* _Exercise objective_
This exercise calls for the records to be returned exactly, with images removed.
--- Given records Enclosed Below ---
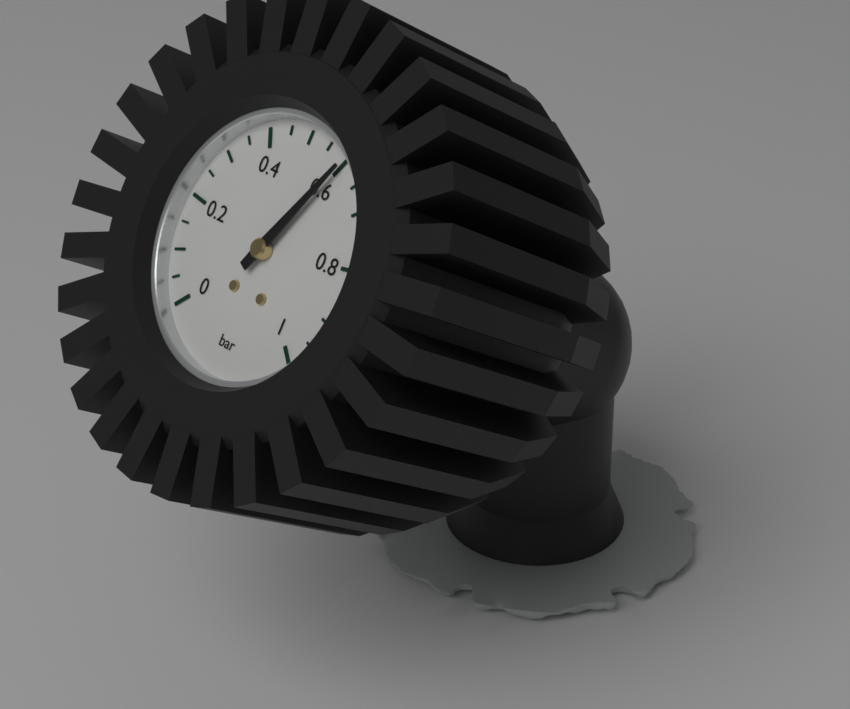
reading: 0.60 bar
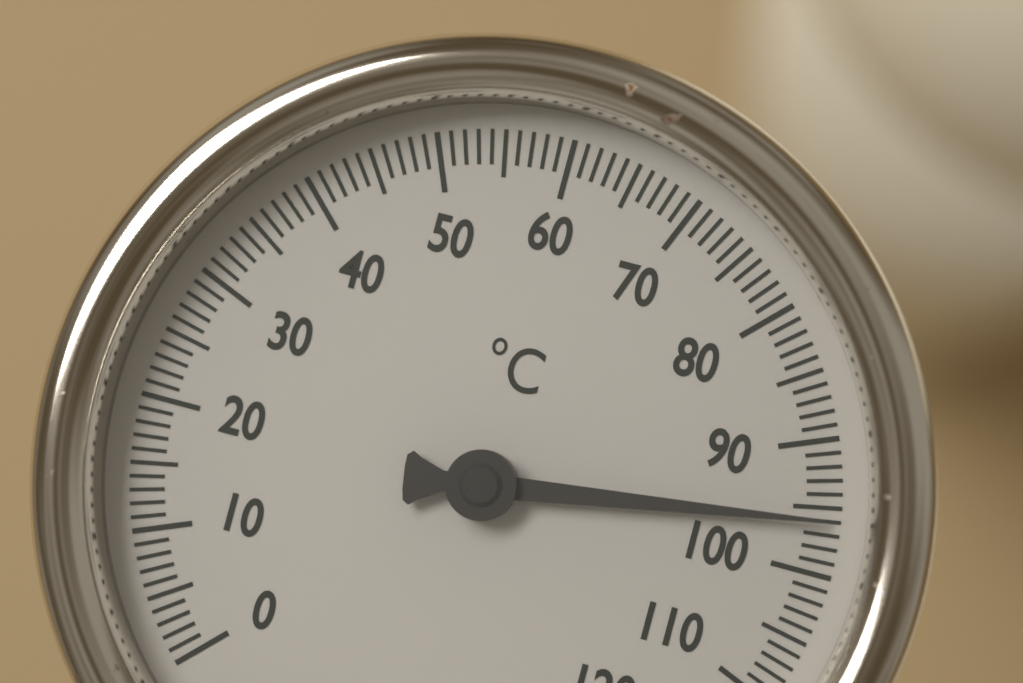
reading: 96 °C
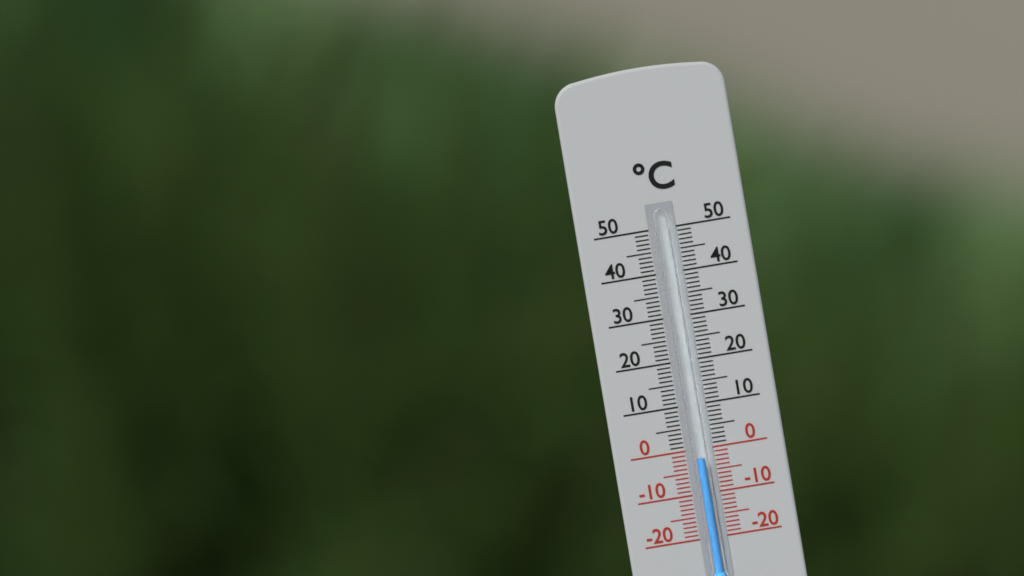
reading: -2 °C
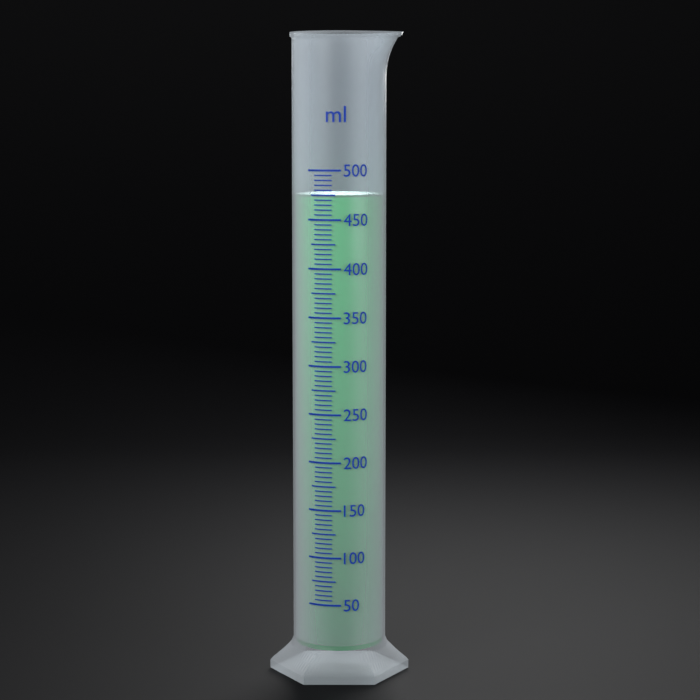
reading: 475 ml
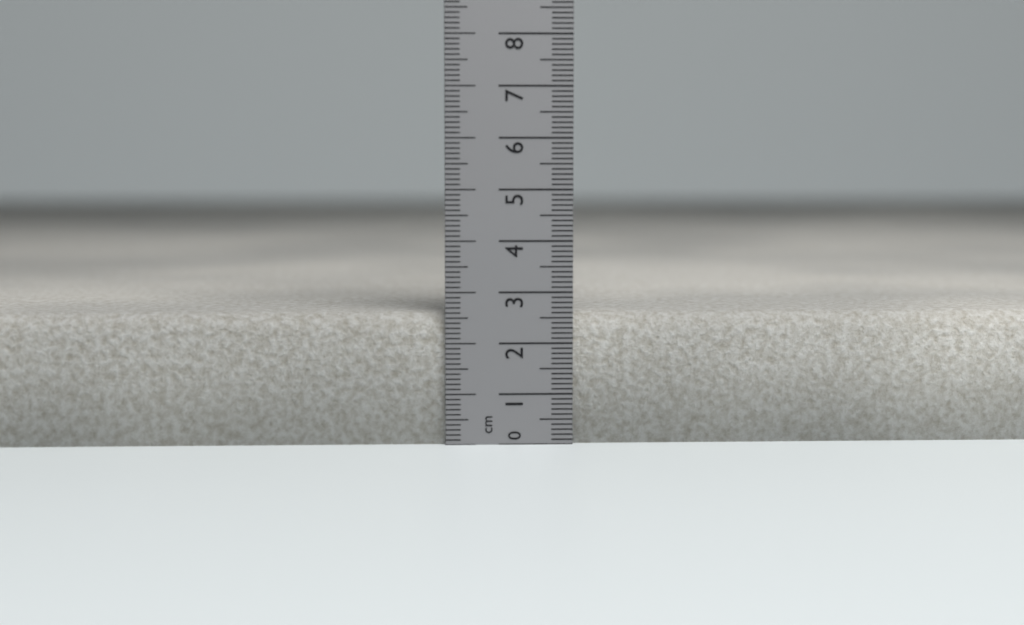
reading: 2.6 cm
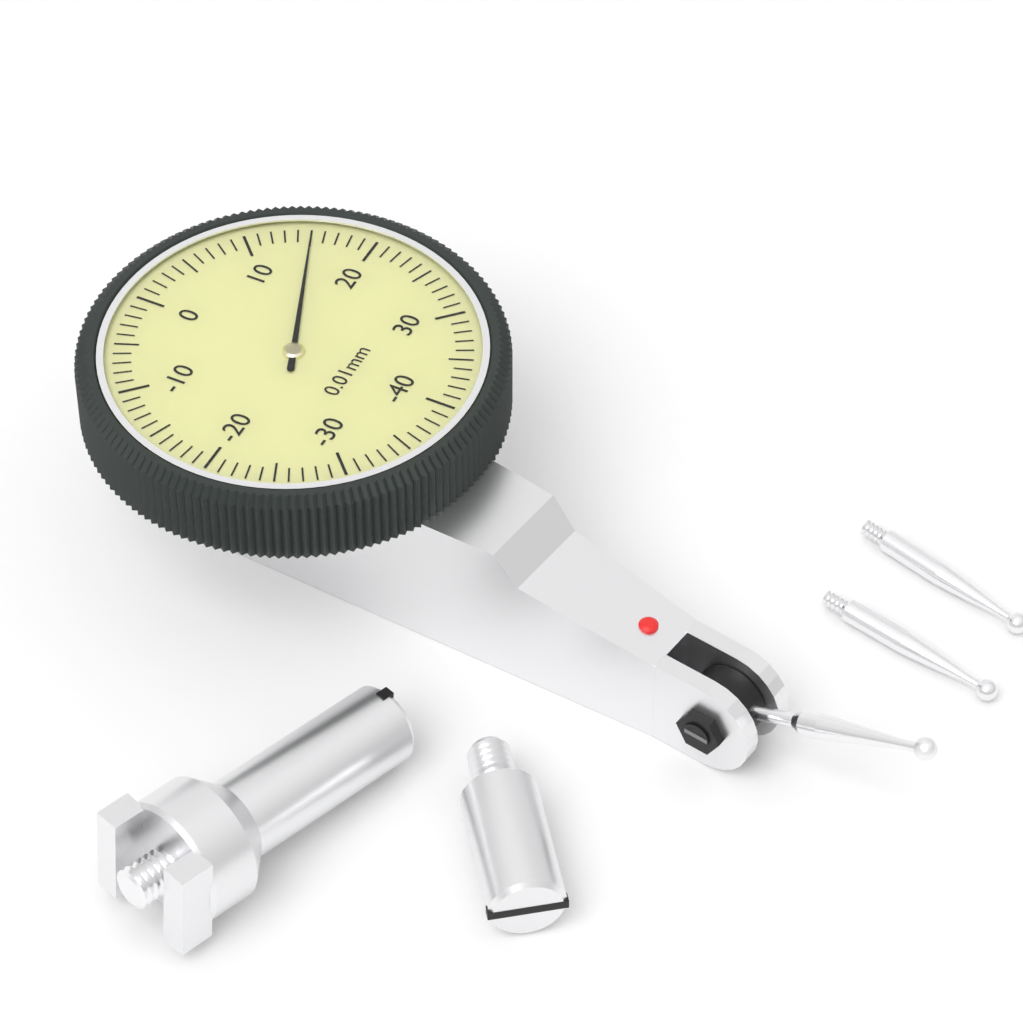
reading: 15 0.01mm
--- End of Enclosed Given records ---
* _Reply_
reading: 0.60 bar
reading: 96 °C
reading: -2 °C
reading: 475 ml
reading: 2.6 cm
reading: 15 0.01mm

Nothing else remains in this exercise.